A
Anselm33
Guest
“Shadows of the Mind” is more expanded than “The Emperor’s New Mind” (ENM) and it answers critiques raised against the arguments in ENM. In Shadows Penrose has an extended discussion of why mathematical intelligence and insight is a non-computable process, a much more extended discussion than in ENM. The Halting Theorem business is in fact, not his only argument against computable awareness.Well, I’ve not read Shadows of the Mind, but I have read parts of Penrose’s The Emperor’s New Mind, and lots of related discussion online, over the years. I think this bit from Penrose on the subject here is relevant:
This I think clearly locates Penrose’s objection in his understanding of Gödel Incompleteness. He talks later in the article about various criticisms of his take on this, and allows that Daniel Dennett’s “bottom up” argument is one that bears more analysis (which I think an understatement, but a fair one), but the problem is more fundamental, I say: Gödel’s theorem needn’t apply for strong AI, or “computational consciousness”. All computational systems we have now that are formal such that Gödel’s theorem applies still compute, still resolve. Gödel’s insight doesn’t invalidate or change that. Rather, it just notes that the system has transcendental limitations. It’s self-consistency necessarily means it cannot possibly be complete in its expositions, it’s proofs.
That in no way denies strong AI in principle, and if you’ve read Penrose on this, you know that he doesn’t claim is does. He just thinks there’s something “simply non-computable” in consciousness. You don’t need to rely on Gödel for that, and Gödel can’t even help you get there, or show that to be true.
Penrose says this later in the article:
There’s nothing to “get around” to establish the viability of strong AI, per Gödel, that I can see. Any “computable consciousness” would have true propositions that were non-computable, but so does any formal system, and we have plenty of examples where that is no crisis of computation. I’ve read a lot of Penrose, but not all, but from what I gather, he never shows us where the limitation actually obtains. That makes sense, and is fairly obvious, because we don’t have a working, robust model of consciousness yet as a reference point. We don’t even know what we are applying Gödel to, if it is even applicable.
Have I missed the main substantive point from Penrose here?
-TS
Now I won’t deny that digital computing can emulate many aspects of human intelligence, whether from top-down or bottom-up type programming (e.g. for the former, chess-playing and for the latter medical diagnoses of images via neural network training). Nevertheless, if there is only one mathematical procedure that can’t be done computationally IN PRINCIPLE (not because of present day limitations on computing power), then that indicates to me that there are things–concepts, thought processes–that humans can do that computers will not be able to do and that therefore the universe (which includes humans?) can not be computable.
And I’m not necessarily using the argument about formal systems, which Penrose uses to say that humans can do math that a computer will never be able to do.
Here is the specific URL for the polyominoes (taken from Shadows of the Mind):
books.google.com/books?id=gDbOAK89tmcC&pg=PA30&lpg=PA30&dq=non-computable+polyominoes&source=bl&ots=8RIsObpC2O&sig=bMTYGofqh2IukA89kVELecPjavs&hl=en&ei=8BbBTJjHIIX6lwfHmNDYCQ&sa=X&oi=book_result&ct=result&resnum=2&ved=0CBUQ6AEwAQ#v=onepage&q=non-computable%20polyominoes&f=false
Here is the link to non-computable functions:
arxiv.org/abs/math/0406416
and
www-formal.stanford.edu/jmc/basis1/node6.html
and links contained therein.
I should add that I don’t have a dog in this fight with respect to religious belief. I can imagine “that great programmer in the sky” as easily as any Creator God, so my problem with “It from bit” is not a theological one, but the following. I’m trying to see if mentality–mind can be understood on a physical basis. At the moment I’m not sure it can.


State the number of lines in these records holding "Cortex". Say nothing more.
____ Input data
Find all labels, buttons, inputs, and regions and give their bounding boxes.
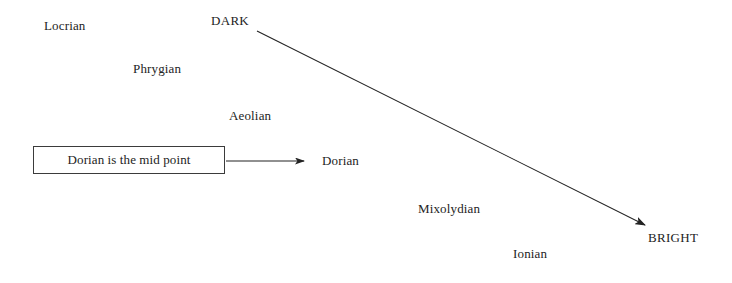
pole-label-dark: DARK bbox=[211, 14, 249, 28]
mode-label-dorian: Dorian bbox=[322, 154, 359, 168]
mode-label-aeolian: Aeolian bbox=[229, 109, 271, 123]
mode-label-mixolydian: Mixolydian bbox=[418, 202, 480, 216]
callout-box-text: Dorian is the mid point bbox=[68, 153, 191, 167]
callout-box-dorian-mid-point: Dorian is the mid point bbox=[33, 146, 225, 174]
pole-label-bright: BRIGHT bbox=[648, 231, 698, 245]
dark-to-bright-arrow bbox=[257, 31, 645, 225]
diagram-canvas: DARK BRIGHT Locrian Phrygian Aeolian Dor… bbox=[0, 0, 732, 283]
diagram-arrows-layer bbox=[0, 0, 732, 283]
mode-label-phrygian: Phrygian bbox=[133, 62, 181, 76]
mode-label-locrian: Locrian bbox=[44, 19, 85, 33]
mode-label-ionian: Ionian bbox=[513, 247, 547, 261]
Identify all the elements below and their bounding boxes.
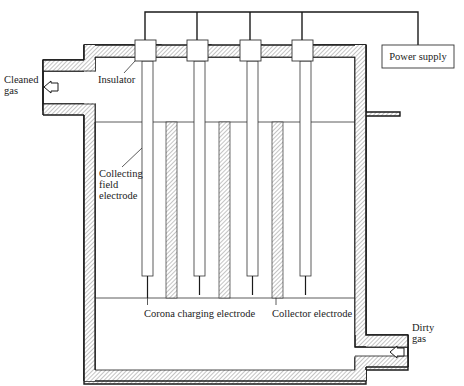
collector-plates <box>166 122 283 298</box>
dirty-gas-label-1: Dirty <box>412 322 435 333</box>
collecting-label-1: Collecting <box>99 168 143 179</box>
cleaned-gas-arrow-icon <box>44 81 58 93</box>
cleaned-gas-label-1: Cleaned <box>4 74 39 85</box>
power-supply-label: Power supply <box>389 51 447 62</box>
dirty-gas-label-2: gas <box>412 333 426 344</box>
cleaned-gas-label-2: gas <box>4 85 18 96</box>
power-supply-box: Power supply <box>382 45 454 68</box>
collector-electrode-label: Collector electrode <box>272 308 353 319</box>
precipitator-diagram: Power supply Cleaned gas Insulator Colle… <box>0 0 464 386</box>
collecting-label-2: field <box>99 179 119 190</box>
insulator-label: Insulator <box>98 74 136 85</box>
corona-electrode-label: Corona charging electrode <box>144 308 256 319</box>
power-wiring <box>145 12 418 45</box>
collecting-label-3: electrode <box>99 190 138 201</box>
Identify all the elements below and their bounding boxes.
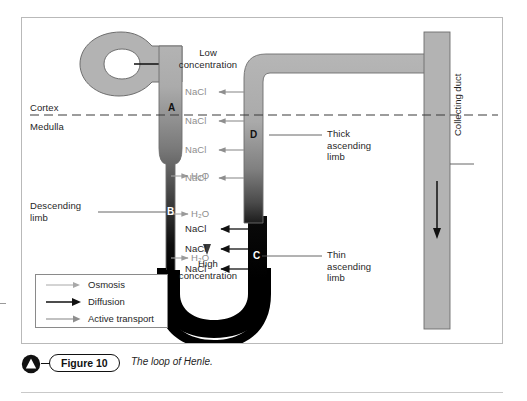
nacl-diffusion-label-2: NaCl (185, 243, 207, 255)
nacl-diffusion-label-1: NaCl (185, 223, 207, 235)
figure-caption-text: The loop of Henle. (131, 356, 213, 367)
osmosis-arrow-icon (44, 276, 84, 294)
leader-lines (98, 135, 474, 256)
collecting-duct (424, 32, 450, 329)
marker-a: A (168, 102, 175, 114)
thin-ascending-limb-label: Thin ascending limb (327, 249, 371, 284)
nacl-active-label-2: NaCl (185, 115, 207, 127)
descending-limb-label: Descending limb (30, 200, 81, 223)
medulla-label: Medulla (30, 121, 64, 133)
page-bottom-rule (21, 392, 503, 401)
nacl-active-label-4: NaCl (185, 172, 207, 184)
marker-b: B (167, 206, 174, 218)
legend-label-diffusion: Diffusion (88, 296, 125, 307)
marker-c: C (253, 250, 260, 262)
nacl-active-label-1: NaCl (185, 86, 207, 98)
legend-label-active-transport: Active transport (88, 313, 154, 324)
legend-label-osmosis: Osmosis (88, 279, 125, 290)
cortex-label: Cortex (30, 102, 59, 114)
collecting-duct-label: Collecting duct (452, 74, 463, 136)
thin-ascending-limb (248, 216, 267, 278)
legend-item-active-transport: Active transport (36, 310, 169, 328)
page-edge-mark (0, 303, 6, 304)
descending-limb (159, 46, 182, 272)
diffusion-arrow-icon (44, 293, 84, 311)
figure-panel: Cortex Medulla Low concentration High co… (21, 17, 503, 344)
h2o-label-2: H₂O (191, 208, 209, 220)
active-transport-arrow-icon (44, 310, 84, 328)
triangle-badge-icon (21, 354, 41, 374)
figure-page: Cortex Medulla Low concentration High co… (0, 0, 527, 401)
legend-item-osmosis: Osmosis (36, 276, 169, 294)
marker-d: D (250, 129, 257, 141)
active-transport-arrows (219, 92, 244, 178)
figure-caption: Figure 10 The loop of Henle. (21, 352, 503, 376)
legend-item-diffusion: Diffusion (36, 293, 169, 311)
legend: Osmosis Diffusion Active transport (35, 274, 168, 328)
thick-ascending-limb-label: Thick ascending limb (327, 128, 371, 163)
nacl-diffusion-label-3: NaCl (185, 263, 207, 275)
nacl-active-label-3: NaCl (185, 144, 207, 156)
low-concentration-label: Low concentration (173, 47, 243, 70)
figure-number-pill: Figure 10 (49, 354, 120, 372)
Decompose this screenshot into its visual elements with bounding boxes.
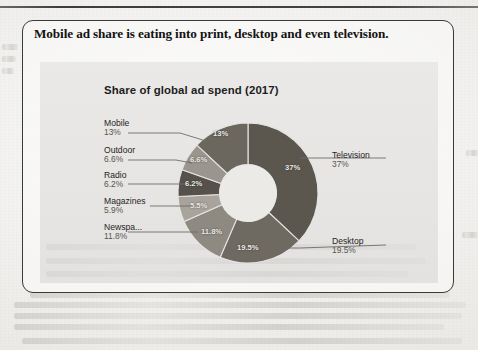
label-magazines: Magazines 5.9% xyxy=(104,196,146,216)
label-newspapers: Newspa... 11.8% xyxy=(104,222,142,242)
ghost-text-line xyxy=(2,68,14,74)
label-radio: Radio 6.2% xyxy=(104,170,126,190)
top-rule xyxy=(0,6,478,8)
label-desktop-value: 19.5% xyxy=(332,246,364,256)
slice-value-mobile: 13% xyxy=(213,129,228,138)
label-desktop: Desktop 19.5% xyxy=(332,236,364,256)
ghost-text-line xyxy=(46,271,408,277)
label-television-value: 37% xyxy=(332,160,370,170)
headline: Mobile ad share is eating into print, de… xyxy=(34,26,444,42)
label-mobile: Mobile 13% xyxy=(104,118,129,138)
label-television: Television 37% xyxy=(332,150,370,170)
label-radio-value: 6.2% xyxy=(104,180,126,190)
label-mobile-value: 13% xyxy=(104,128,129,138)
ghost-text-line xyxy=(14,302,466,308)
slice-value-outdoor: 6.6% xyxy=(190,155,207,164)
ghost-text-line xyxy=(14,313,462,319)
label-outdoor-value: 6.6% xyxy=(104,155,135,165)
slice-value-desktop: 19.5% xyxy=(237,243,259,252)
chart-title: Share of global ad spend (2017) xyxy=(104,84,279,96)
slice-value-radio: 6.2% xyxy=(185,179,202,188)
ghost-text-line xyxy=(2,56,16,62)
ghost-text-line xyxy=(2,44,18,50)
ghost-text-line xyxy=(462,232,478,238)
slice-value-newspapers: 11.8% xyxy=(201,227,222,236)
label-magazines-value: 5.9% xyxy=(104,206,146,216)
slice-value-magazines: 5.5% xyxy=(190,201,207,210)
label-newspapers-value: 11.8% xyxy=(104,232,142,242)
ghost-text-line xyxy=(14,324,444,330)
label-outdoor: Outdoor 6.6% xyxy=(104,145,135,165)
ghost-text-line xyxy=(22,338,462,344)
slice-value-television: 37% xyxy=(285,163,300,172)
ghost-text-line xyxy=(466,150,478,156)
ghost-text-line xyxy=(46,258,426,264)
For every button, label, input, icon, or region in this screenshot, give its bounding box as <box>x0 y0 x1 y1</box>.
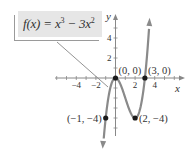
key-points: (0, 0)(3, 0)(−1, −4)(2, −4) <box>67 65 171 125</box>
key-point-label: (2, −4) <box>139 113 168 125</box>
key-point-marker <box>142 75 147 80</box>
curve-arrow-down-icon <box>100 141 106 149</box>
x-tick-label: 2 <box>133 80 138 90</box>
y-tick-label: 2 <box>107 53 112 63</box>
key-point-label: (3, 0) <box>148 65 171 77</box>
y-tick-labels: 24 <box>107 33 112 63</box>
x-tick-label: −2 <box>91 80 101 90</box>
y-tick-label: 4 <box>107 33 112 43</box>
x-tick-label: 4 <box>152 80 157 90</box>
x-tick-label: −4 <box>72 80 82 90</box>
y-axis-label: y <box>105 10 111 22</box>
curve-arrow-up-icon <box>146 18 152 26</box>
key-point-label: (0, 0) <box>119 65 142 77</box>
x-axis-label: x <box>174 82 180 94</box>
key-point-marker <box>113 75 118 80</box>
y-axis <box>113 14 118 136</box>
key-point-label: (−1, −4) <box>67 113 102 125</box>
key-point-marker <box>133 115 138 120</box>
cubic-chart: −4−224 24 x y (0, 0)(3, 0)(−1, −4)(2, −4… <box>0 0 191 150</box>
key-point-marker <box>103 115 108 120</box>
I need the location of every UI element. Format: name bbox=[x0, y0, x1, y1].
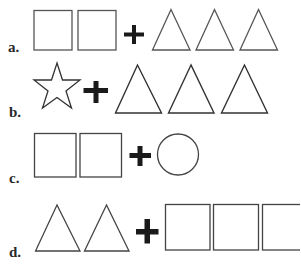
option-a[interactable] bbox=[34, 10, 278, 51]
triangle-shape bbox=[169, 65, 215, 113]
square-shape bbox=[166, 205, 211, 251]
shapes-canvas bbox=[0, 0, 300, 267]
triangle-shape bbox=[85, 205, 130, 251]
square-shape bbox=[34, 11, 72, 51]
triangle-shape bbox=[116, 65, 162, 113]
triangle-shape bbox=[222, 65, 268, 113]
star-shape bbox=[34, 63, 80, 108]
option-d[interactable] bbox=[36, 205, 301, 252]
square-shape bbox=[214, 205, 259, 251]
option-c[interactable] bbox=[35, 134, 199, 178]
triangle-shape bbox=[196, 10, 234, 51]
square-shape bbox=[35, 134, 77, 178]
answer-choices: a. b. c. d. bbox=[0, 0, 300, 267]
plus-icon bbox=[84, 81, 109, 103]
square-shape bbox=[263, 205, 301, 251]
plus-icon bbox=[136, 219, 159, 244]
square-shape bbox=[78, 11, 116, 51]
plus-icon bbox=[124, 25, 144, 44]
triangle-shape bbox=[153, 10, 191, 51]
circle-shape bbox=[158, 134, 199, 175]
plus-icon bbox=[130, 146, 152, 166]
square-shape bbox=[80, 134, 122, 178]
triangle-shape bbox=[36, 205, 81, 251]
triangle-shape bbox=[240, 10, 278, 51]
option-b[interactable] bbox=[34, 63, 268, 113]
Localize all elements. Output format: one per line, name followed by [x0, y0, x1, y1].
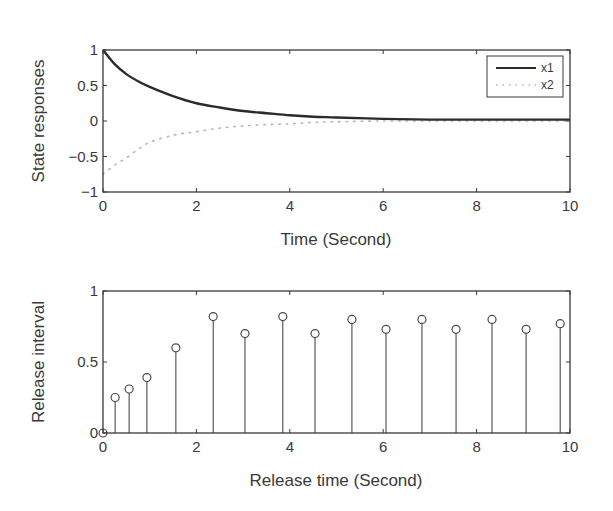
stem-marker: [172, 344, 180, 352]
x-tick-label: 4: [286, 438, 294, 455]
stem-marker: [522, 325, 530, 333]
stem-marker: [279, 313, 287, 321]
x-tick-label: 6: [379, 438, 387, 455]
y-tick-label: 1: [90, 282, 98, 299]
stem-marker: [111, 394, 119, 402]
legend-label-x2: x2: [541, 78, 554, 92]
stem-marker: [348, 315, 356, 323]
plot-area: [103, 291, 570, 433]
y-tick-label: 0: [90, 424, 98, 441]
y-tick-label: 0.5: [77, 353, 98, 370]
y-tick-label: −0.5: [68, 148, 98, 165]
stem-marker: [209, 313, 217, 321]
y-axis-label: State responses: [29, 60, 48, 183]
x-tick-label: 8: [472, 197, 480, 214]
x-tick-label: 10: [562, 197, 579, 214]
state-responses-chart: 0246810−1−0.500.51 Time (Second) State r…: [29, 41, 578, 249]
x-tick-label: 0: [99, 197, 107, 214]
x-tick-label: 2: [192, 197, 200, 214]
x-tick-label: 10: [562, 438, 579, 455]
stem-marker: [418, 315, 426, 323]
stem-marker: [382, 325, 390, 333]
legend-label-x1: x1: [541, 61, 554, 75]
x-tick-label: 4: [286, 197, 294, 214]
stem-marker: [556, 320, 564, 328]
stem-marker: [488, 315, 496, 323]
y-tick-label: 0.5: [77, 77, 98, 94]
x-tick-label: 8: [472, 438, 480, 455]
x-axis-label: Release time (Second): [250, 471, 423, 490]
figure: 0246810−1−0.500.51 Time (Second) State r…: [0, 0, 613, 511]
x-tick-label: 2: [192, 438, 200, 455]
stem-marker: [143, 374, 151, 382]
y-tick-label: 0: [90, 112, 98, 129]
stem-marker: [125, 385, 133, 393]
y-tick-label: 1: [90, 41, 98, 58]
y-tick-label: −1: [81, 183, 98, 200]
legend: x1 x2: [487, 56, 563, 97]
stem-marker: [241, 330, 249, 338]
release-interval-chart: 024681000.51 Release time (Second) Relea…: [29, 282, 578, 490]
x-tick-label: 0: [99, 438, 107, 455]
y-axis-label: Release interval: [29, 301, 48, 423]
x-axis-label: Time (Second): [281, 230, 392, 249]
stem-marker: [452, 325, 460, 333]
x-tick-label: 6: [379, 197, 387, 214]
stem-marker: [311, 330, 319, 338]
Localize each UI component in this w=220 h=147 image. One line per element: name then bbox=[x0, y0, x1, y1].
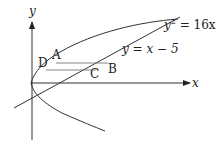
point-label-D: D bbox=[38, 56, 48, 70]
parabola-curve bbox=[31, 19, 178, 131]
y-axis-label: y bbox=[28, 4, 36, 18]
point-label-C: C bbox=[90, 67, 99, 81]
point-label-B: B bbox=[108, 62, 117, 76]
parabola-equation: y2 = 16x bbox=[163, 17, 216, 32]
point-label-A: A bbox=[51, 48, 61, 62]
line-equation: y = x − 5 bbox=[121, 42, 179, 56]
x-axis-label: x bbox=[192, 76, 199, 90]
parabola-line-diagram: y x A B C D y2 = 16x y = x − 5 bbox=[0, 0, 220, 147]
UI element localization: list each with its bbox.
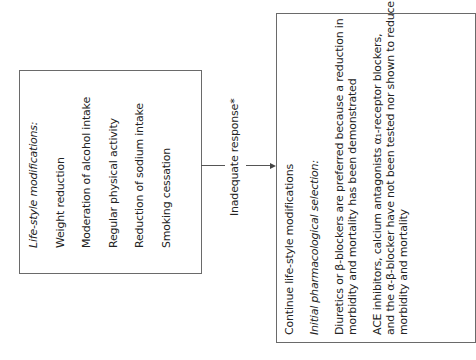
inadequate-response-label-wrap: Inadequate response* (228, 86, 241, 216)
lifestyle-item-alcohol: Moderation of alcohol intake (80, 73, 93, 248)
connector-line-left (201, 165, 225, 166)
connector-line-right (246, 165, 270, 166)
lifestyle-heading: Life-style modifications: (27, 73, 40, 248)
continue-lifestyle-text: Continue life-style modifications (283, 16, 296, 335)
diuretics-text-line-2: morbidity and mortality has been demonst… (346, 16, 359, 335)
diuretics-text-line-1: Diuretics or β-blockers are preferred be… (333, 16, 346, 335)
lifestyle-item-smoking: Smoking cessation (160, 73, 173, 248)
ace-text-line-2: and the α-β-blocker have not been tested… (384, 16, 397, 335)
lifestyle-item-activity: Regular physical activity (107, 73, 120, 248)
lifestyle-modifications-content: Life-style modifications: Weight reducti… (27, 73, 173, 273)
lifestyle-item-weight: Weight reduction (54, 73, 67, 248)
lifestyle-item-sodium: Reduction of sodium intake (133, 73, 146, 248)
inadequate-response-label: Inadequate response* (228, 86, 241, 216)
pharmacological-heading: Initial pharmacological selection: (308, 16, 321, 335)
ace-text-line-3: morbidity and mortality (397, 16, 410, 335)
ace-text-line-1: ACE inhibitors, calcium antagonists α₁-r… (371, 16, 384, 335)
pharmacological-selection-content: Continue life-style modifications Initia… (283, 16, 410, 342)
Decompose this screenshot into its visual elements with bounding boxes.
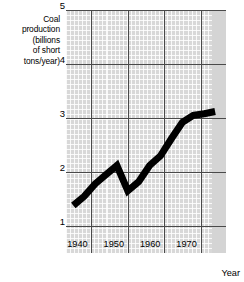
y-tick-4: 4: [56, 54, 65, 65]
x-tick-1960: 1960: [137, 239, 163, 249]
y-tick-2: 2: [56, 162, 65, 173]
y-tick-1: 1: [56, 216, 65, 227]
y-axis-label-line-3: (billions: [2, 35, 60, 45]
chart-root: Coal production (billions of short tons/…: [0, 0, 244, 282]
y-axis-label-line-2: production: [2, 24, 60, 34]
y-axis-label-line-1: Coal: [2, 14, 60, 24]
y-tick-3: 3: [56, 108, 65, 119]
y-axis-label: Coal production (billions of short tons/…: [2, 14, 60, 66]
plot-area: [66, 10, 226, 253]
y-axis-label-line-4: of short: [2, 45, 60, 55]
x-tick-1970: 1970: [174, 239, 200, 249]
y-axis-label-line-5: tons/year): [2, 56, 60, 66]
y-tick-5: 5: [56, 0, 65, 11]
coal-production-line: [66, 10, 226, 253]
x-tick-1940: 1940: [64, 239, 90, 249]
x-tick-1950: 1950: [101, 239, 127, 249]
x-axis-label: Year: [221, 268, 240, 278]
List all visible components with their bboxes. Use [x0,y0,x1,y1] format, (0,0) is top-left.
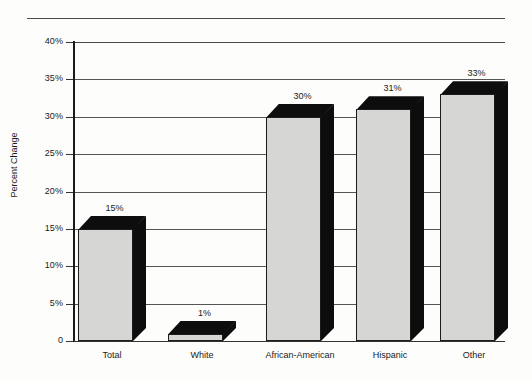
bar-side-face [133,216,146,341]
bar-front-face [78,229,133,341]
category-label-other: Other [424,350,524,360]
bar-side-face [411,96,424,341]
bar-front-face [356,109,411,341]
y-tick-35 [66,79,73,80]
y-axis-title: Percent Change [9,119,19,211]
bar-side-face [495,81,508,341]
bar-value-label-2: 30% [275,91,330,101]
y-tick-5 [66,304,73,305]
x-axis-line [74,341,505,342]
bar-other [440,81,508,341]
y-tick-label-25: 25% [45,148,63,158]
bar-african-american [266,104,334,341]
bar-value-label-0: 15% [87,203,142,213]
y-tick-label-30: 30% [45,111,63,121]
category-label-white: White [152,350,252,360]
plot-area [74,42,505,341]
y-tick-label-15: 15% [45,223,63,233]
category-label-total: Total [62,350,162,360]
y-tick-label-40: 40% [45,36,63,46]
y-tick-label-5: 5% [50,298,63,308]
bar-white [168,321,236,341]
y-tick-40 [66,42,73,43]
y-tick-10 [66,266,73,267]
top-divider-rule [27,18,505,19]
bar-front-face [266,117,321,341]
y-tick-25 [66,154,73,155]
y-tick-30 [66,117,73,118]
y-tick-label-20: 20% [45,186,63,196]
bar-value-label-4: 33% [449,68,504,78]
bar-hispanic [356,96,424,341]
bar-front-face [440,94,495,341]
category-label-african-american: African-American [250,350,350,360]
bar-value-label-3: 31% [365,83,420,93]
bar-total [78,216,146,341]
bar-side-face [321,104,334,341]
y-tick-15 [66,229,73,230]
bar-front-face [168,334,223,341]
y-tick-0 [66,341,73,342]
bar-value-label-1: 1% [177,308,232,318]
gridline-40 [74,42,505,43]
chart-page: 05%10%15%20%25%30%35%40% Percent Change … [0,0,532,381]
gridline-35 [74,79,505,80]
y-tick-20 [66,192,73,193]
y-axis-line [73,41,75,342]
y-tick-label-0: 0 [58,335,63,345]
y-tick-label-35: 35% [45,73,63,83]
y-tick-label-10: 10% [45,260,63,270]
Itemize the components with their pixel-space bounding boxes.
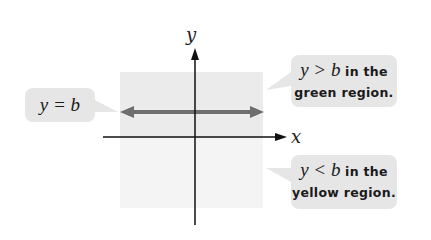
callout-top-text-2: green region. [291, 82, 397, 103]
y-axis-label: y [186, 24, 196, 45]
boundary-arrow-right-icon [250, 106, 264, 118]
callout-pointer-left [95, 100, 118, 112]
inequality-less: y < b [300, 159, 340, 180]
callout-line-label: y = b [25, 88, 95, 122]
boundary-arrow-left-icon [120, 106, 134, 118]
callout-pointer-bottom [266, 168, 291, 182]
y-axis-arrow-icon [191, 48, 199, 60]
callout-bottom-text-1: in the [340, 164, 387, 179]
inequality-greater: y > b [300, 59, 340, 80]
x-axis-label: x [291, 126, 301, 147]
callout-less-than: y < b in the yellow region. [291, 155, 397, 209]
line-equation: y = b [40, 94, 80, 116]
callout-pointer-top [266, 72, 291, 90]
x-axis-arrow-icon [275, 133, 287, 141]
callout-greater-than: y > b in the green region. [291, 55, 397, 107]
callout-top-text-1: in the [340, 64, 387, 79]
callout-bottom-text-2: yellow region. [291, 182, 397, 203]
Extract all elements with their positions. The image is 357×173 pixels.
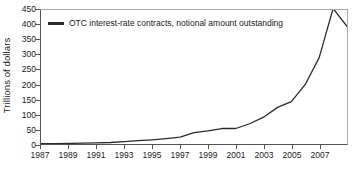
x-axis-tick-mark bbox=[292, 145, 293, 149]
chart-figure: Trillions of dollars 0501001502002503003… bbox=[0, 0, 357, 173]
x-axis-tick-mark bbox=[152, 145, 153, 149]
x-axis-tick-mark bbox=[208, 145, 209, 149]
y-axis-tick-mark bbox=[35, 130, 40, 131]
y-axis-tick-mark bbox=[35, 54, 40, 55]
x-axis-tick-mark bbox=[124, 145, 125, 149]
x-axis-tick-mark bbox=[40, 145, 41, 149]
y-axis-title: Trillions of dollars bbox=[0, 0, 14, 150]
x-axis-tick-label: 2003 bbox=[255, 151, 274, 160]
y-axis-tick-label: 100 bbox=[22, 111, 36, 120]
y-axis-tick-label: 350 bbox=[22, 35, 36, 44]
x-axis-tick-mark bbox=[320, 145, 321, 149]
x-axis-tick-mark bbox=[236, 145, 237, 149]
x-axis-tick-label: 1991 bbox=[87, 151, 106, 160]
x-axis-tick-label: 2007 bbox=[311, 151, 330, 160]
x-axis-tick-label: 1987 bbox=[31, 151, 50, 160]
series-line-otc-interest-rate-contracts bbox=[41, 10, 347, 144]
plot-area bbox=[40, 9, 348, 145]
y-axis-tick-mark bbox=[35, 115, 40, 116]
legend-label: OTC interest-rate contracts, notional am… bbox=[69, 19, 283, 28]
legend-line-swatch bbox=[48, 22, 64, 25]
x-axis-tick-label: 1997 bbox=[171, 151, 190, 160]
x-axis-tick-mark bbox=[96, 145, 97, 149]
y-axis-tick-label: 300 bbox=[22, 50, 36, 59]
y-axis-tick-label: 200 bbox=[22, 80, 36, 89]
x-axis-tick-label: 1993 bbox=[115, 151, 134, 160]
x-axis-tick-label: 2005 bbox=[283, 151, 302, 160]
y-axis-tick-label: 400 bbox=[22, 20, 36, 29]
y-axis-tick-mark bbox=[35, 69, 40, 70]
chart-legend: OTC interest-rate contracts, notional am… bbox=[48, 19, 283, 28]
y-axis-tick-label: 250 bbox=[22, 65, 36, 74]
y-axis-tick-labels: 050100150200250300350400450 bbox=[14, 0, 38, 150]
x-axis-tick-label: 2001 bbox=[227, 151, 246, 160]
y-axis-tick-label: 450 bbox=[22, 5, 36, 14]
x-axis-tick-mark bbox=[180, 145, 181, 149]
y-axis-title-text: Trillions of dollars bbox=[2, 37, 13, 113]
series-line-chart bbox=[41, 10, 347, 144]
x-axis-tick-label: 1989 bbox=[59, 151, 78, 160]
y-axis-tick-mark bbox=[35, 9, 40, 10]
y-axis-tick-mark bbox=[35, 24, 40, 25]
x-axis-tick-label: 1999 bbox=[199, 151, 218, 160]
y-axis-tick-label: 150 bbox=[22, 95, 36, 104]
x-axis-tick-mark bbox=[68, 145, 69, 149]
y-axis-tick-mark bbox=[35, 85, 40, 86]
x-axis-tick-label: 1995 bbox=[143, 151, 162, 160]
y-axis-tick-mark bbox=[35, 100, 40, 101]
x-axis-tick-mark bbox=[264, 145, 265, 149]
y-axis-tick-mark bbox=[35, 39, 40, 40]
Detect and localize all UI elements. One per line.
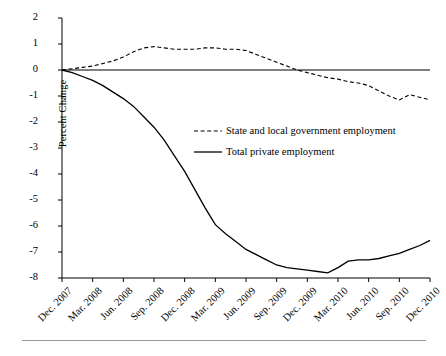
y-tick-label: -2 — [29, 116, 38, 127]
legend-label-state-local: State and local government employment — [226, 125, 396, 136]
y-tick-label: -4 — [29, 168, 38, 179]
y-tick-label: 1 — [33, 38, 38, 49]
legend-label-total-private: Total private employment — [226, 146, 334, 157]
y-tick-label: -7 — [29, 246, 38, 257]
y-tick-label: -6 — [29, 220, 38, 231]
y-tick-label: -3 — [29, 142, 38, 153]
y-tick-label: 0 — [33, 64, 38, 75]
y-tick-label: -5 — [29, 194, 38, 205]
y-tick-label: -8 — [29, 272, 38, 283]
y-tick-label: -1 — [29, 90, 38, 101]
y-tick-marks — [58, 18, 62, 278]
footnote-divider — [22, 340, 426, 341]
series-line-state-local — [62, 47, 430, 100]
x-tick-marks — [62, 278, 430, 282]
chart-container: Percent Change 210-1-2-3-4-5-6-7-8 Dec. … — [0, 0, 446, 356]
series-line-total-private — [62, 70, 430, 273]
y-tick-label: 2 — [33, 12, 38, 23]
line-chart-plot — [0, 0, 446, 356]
________
:: Response for this exercise ::
3